KARLSRUHE, Germany ? Germany's finance minister defended the rescue packages for Greece and other eurozone countries at a supreme court hearing on Tuesday, as opponents argued that the bailouts violated both German and European law.
Wolfgang Schaeuble told the Federal Constitutional Court that "the stability of the euro is of paramount significance."
He pointed to the risk of financial instability across Europe and beyond at the time the government signed on to the initial Greek rescue of May 2010 and, shortly afterward, the wider eurozone fund.
Those plans foresee Germany ? Europe's biggest economy ? guaranteeing loans up to euro22.4 billion ($32.5 billion) for Greece and euro147.6 billion for other countries.
The plaintiffs filed their suit to block the rescue measures when they were agreed and now want Germany to pull out of them. Among the plaintiffs is Peter Gauweiler, a backbench lawmaker with Chancellor Angela Merkel's conservative bloc who has challenged previous European integration measures, as well as a group of professors.
Chief Justice Andreas Vosskuhle said the right economic strategy in the crisis was a matter for politicians, not judges. But, he said, his court "has to consider the limits that the constitution sets for politicians."
Karl Albrecht Schachtschneider, speaking for the professors, insisted that "what is economically wrong can't be legally right."
He argued that the rescue measures violated a no-bailout provision in the European Union's Lisbon treaty without sufficient justification.
He also contended that they violated German constitutional clauses protecting property, by spawning inflation, and democracy ? by restricting the German parliament's control over its own budget.
"A union of liability and debt favoring other states has been created," he said.
Gauweiler's representative, Dietrich Murswiek, pointed to current efforts to set up a second Greek rescue package, arguing that loans would sink into a "bottomless pit."
Governments, the European Commission and European Central Bank "agreed on a blatant breach of the constitution and are even proud of it," Murswiek alleged. "I know of no comparable case."
"'Saving the euro' by destroying the fundamental norms of the currency's constitution is like trying to repair water damage by blowing up the house," he added.
In addition, "the rescue fund serves in reality to take risks away from certain big banks," Murswiek said, arguing that would be unconstitutional.
He said Greece's woes were "not the result of an event beyond the control of the state" but the product of years of policies that piled up debt.
Schaeuble said the government was on solid legal ground.
He pointed to German-led efforts to toughen rules governing the 17-nation euro, set up a permanent rescue mechanism and improve countries' competitiveness ? efforts which he said need time ? and argued that no major stabilization measure had been taken without parliament's approval.
"A common currency can't do without the solidarity of all members," Schaeuble said ? even as he underscored the tough conditions attached.
"How strict these conditions are is proven by how long euro countries with problems ? Ireland, Portugal ? resisted being brought under the European rescue fund, so that in view of the systemic contagion risk and the danger for the stability of the eurozone as a whole they almost had to be pushed," Schaeuble said.
"Greece must fulfill very tough conditions," he added.
Schaeuble's Greek counterpart, Evangelos Venizelos, is due in Berlin Wednesday for a working dinner with the minister.
Government lawyer Ulrich Haede rejected the plaintiffs' arguments that setting up the eurozone rescue fund was effectively a change to EU treaties by the back door. And he said the amount of money involved was "not so extraordinary" that it undermined parliamentary control over the budget.
Government lawmaker Siegfried Kauder, speaking for parliament, said the measures were given full consideration by lawmakers and "no one was forced to vote in favor."
"It's inaccurate to speak of a 'transfer union,'" he said. "There is no ban on solidarity in European law. One doesn't have to help, but one can."
There was no immediate ruling. The court typically delivers rulings within about three months of a hearing.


Give back the records that follow exactly, images excluded.

Supplied records below:

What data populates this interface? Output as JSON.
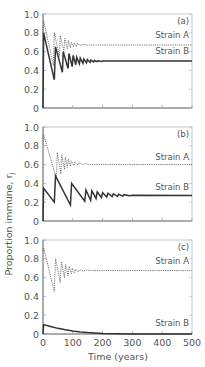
{
  "chart_data": [
    {
      "type": "line",
      "panel_label": "(a)",
      "xlim": [
        0,
        500
      ],
      "ylim": [
        0,
        1.0
      ],
      "yticks": [
        "0",
        "0.2",
        "0.4",
        "0.6",
        "0.8",
        "1.0"
      ],
      "ytick_values": [
        0,
        0.2,
        0.4,
        0.6,
        0.8,
        1.0
      ],
      "xticks": [
        0,
        100,
        200,
        300,
        400,
        500
      ],
      "show_xtick_labels": false,
      "series": [
        {
          "name": "Strain A",
          "style": "dotted",
          "x": [
            0,
            2,
            35,
            38,
            55,
            58,
            70,
            73,
            82,
            85,
            92,
            95,
            102,
            105,
            112,
            115,
            125,
            135,
            150,
            500
          ],
          "y": [
            0.8,
            0.93,
            0.45,
            0.8,
            0.55,
            0.77,
            0.6,
            0.74,
            0.63,
            0.72,
            0.64,
            0.7,
            0.65,
            0.69,
            0.655,
            0.685,
            0.665,
            0.675,
            0.67,
            0.67
          ],
          "label": "Strain A",
          "label_y": 0.75
        },
        {
          "name": "Strain B",
          "style": "solid",
          "x": [
            0,
            2,
            38,
            42,
            65,
            68,
            84,
            87,
            98,
            101,
            110,
            113,
            122,
            125,
            134,
            137,
            146,
            149,
            158,
            161,
            170,
            173,
            182,
            185,
            195,
            200,
            500
          ],
          "y": [
            0,
            0.8,
            0.3,
            0.65,
            0.38,
            0.6,
            0.42,
            0.58,
            0.44,
            0.56,
            0.46,
            0.54,
            0.47,
            0.53,
            0.475,
            0.52,
            0.48,
            0.515,
            0.485,
            0.51,
            0.49,
            0.505,
            0.493,
            0.502,
            0.495,
            0.5,
            0.5
          ],
          "label": "Strain B",
          "label_y": 0.57
        }
      ]
    },
    {
      "type": "line",
      "panel_label": "(b)",
      "xlim": [
        0,
        500
      ],
      "ylim": [
        0,
        1.0
      ],
      "yticks": [
        "0",
        "0.2",
        "0.4",
        "0.6",
        "0.8",
        "1.0"
      ],
      "ytick_values": [
        0,
        0.2,
        0.4,
        0.6,
        0.8,
        1.0
      ],
      "xticks": [
        0,
        100,
        200,
        300,
        400,
        500
      ],
      "show_xtick_labels": false,
      "series": [
        {
          "name": "Strain A",
          "style": "dotted",
          "x": [
            0,
            2,
            45,
            48,
            60,
            63,
            72,
            75,
            82,
            85,
            92,
            95,
            104,
            107,
            118,
            121,
            135,
            140,
            160,
            500
          ],
          "y": [
            0.85,
            0.92,
            0.45,
            0.73,
            0.5,
            0.7,
            0.55,
            0.68,
            0.57,
            0.66,
            0.58,
            0.64,
            0.59,
            0.63,
            0.595,
            0.62,
            0.6,
            0.61,
            0.6,
            0.6
          ],
          "label": "Strain A",
          "label_y": 0.65
        },
        {
          "name": "Strain B",
          "style": "solid",
          "x": [
            0,
            2,
            38,
            42,
            92,
            96,
            140,
            144,
            160,
            164,
            178,
            182,
            196,
            200,
            214,
            218,
            232,
            236,
            250,
            254,
            268,
            272,
            290,
            300,
            500
          ],
          "y": [
            0,
            0.35,
            0.2,
            0.48,
            0.17,
            0.4,
            0.21,
            0.33,
            0.22,
            0.32,
            0.24,
            0.31,
            0.25,
            0.3,
            0.255,
            0.295,
            0.26,
            0.29,
            0.262,
            0.285,
            0.265,
            0.28,
            0.27,
            0.275,
            0.272
          ],
          "label": "Strain B",
          "label_y": 0.33
        }
      ]
    },
    {
      "type": "line",
      "panel_label": "(c)",
      "xlim": [
        0,
        500
      ],
      "ylim": [
        0,
        1.0
      ],
      "yticks": [
        "0",
        "0.2",
        "0.4",
        "0.6",
        "0.8",
        "1.0"
      ],
      "ytick_values": [
        0,
        0.2,
        0.4,
        0.6,
        0.8,
        1.0
      ],
      "xticks": [
        0,
        100,
        200,
        300,
        400,
        500
      ],
      "show_xtick_labels": true,
      "xlabel": "Time (years)",
      "series": [
        {
          "name": "Strain A",
          "style": "dotted",
          "x": [
            0,
            2,
            38,
            42,
            58,
            62,
            72,
            76,
            84,
            88,
            95,
            99,
            106,
            110,
            118,
            122,
            135,
            145,
            165,
            500
          ],
          "y": [
            0.88,
            0.92,
            0.45,
            0.8,
            0.55,
            0.77,
            0.6,
            0.74,
            0.62,
            0.72,
            0.64,
            0.7,
            0.65,
            0.69,
            0.66,
            0.685,
            0.67,
            0.68,
            0.675,
            0.675
          ],
          "label": "Strain A",
          "label_y": 0.74
        },
        {
          "name": "Strain B",
          "style": "solid",
          "x": [
            0,
            2,
            25,
            50,
            75,
            100,
            125,
            150,
            175,
            200,
            250,
            300,
            400,
            500
          ],
          "y": [
            0,
            0.1,
            0.08,
            0.06,
            0.045,
            0.032,
            0.022,
            0.015,
            0.01,
            0.006,
            0.003,
            0.001,
            0.0,
            0.0
          ],
          "label": "Strain B",
          "label_y": 0.08
        }
      ]
    }
  ],
  "shared": {
    "ylabel": "Proportion immune, r",
    "ylabel_subscript": "j",
    "xlabel": "Time (years)"
  }
}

End of Supplied records.

• Exercise output:
What data populates this interface? Output as JSON.
{
  "chart_data": [
    {
      "type": "line",
      "panel_label": "(a)",
      "xlim": [
        0,
        500
      ],
      "ylim": [
        0,
        1.0
      ],
      "yticks": [
        "0",
        "0.2",
        "0.4",
        "0.6",
        "0.8",
        "1.0"
      ],
      "ytick_values": [
        0,
        0.2,
        0.4,
        0.6,
        0.8,
        1.0
      ],
      "xticks": [
        0,
        100,
        200,
        300,
        400,
        500
      ],
      "show_xtick_labels": false,
      "series": [
        {
          "name": "Strain A",
          "style": "dotted",
          "x": [
            0,
            2,
            35,
            38,
            55,
            58,
            70,
            73,
            82,
            85,
            92,
            95,
            102,
            105,
            112,
            115,
            125,
            135,
            150,
            500
          ],
          "y": [
            0.8,
            0.93,
            0.45,
            0.8,
            0.55,
            0.77,
            0.6,
            0.74,
            0.63,
            0.72,
            0.64,
            0.7,
            0.65,
            0.69,
            0.655,
            0.685,
            0.665,
            0.675,
            0.67,
            0.67
          ],
          "label": "Strain A",
          "label_y": 0.75
        },
        {
          "name": "Strain B",
          "style": "solid",
          "x": [
            0,
            2,
            38,
            42,
            65,
            68,
            84,
            87,
            98,
            101,
            110,
            113,
            122,
            125,
            134,
            137,
            146,
            149,
            158,
            161,
            170,
            173,
            182,
            185,
            195,
            200,
            500
          ],
          "y": [
            0,
            0.8,
            0.3,
            0.65,
            0.38,
            0.6,
            0.42,
            0.58,
            0.44,
            0.56,
            0.46,
            0.54,
            0.47,
            0.53,
            0.475,
            0.52,
            0.48,
            0.515,
            0.485,
            0.51,
            0.49,
            0.505,
            0.493,
            0.502,
            0.495,
            0.5,
            0.5
          ],
          "label": "Strain B",
          "label_y": 0.57
        }
      ]
    },
    {
      "type": "line",
      "panel_label": "(b)",
      "xlim": [
        0,
        500
      ],
      "ylim": [
        0,
        1.0
      ],
      "yticks": [
        "0",
        "0.2",
        "0.4",
        "0.6",
        "0.8",
        "1.0"
      ],
      "ytick_values": [
        0,
        0.2,
        0.4,
        0.6,
        0.8,
        1.0
      ],
      "xticks": [
        0,
        100,
        200,
        300,
        400,
        500
      ],
      "show_xtick_labels": false,
      "series": [
        {
          "name": "Strain A",
          "style": "dotted",
          "x": [
            0,
            2,
            45,
            48,
            60,
            63,
            72,
            75,
            82,
            85,
            92,
            95,
            104,
            107,
            118,
            121,
            135,
            140,
            160,
            500
          ],
          "y": [
            0.85,
            0.92,
            0.45,
            0.73,
            0.5,
            0.7,
            0.55,
            0.68,
            0.57,
            0.66,
            0.58,
            0.64,
            0.59,
            0.63,
            0.595,
            0.62,
            0.6,
            0.61,
            0.6,
            0.6
          ],
          "label": "Strain A",
          "label_y": 0.65
        },
        {
          "name": "Strain B",
          "style": "solid",
          "x": [
            0,
            2,
            38,
            42,
            92,
            96,
            140,
            144,
            160,
            164,
            178,
            182,
            196,
            200,
            214,
            218,
            232,
            236,
            250,
            254,
            268,
            272,
            290,
            300,
            500
          ],
          "y": [
            0,
            0.35,
            0.2,
            0.48,
            0.17,
            0.4,
            0.21,
            0.33,
            0.22,
            0.32,
            0.24,
            0.31,
            0.25,
            0.3,
            0.255,
            0.295,
            0.26,
            0.29,
            0.262,
            0.285,
            0.265,
            0.28,
            0.27,
            0.275,
            0.272
          ],
          "label": "Strain B",
          "label_y": 0.33
        }
      ]
    },
    {
      "type": "line",
      "panel_label": "(c)",
      "xlim": [
        0,
        500
      ],
      "ylim": [
        0,
        1.0
      ],
      "yticks": [
        "0",
        "0.2",
        "0.4",
        "0.6",
        "0.8",
        "1.0"
      ],
      "ytick_values": [
        0,
        0.2,
        0.4,
        0.6,
        0.8,
        1.0
      ],
      "xticks": [
        0,
        100,
        200,
        300,
        400,
        500
      ],
      "show_xtick_labels": true,
      "xlabel": "Time (years)",
      "series": [
        {
          "name": "Strain A",
          "style": "dotted",
          "x": [
            0,
            2,
            38,
            42,
            58,
            62,
            72,
            76,
            84,
            88,
            95,
            99,
            106,
            110,
            118,
            122,
            135,
            145,
            165,
            500
          ],
          "y": [
            0.88,
            0.92,
            0.45,
            0.8,
            0.55,
            0.77,
            0.6,
            0.74,
            0.62,
            0.72,
            0.64,
            0.7,
            0.65,
            0.69,
            0.66,
            0.685,
            0.67,
            0.68,
            0.675,
            0.675
          ],
          "label": "Strain A",
          "label_y": 0.74
        },
        {
          "name": "Strain B",
          "style": "solid",
          "x": [
            0,
            2,
            25,
            50,
            75,
            100,
            125,
            150,
            175,
            200,
            250,
            300,
            400,
            500
          ],
          "y": [
            0,
            0.1,
            0.08,
            0.06,
            0.045,
            0.032,
            0.022,
            0.015,
            0.01,
            0.006,
            0.003,
            0.001,
            0.0,
            0.0
          ],
          "label": "Strain B",
          "label_y": 0.08
        }
      ]
    }
  ],
  "shared": {
    "ylabel": "Proportion immune, r",
    "ylabel_subscript": "j",
    "xlabel": "Time (years)"
  }
}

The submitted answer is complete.